Neither does the historical record give them much recognition. While white officers with the RWAFF held reunions and wrote memoirs, the memories of West African troops, many of whom were illiterate, have mostly not been preserved. All those who served in Burma consider themselves a ‘forgotten army’ compared to the more celebrated exploits of those who fought in Europe, but African troops are reduced to a historical footnote even within that.




As their own countries passed into a post-independence era where the war and the Empire are distant and irrelevant to their booming young populations, their contribution is being forgotten at home too. Outside their own memories, the few traces of the war in Burma are kept up by military establishments; Nigeria’s army still has an 81st and 82nd Division and bases named after far-away victories in Kalapanzin, Myohaung and Dodan, the last famously the former Lagos base of military rulers.
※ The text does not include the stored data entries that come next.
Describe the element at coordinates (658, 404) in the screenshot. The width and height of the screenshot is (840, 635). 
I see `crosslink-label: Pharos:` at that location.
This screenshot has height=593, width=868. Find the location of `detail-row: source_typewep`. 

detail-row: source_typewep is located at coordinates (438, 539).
The UK’s Royal Military Academy at Sandhurst also now plans to acknowledge Africa’s role with a permanent exhibition.

Few of the veterans survive today. Turbulent post-independence history and poor human development has seen to that, as did the civil war from 1967 to 1970, for which many of them were re-mobilised. Mostly in their 40s by then, many died both in the fighting and from the bush conditions. Many veterans we interviewed carried serious injuries from what they called ‘Ojukwu’s war’ and those on the Biafran side fared worse. Some of the Burma Boys carved out eminent careers in independent Nigeria, becoming government workers and traditional rulers. Fadoyebo, for example, had a long career in the civil service and a happy retirement in Surulere. However many among the survivors were marginalised by history, and live in relative poverty. Veterans’ welfare organisation, the Nigeria Legion supports those who know how to access it, working with Britain’s Royal Commonwealth Ex-Services League to provide emergency handouts, but many just survive on the support their families are able to give.
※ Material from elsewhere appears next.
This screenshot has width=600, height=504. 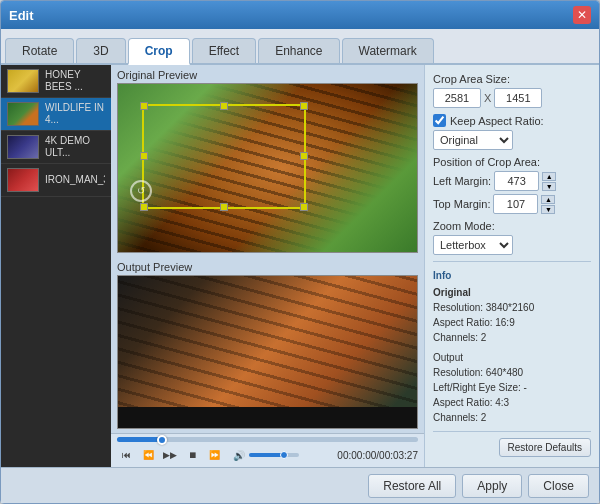 What do you see at coordinates (268, 455) in the screenshot?
I see `player-controls: ⏮ ⏪ ▶▶ ⏹ ⏩ 🔊 00:00:00/00:03:27` at bounding box center [268, 455].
This film project began by lucky coincidence – a friend researching community histories in Plateau mentioned that two of his oldest interviewees were Burma veterans, and as I – like many others – had never heard of their contribution before. We decided to use our own money to make a trip around Nigeria recording as many as we could. We relied on the help of friends, of families of the veterans, and on the goodwill of the Nigeria Legion and Nigerian Army to reach them. The footage will be lodged with the Imperial War Museum in London for posterity, and we are also thinking through options for archiving it or making it accessible in Nigeria. The memories in it belong to a unique generation who are fast passing; we would strongly encourage those who are able to continue this work to collect more, before they are lost to Nigeria and the world.


About the Contributor:Dr Oliver Owen is a research fellow at the University of Oxford’sDepartment of International Development. His current research is a study of new transformations in revenue and fiscal governance in Nigeria, funded by the Economic and Social Research Council (ESRC). Prior to this, he attained a DPhil at Oxford University’s Institute of Social and Cultural Anthropology, where he undertook an ethnographic study of the Nigerian Police Force. He also completed an undergraduate degree in Social Anthropology in Cambridge, and an MSc in African Politics at the School of Oriental and African Studies. He has worked in Lagos and London, as a journalist and investment risk analyst covering the West African region. In 2015, Owen won the ESRC Celebrating Impact Prize for his research on the Nigerian Police Force, coming second in the Outstanding Early Career Impact category.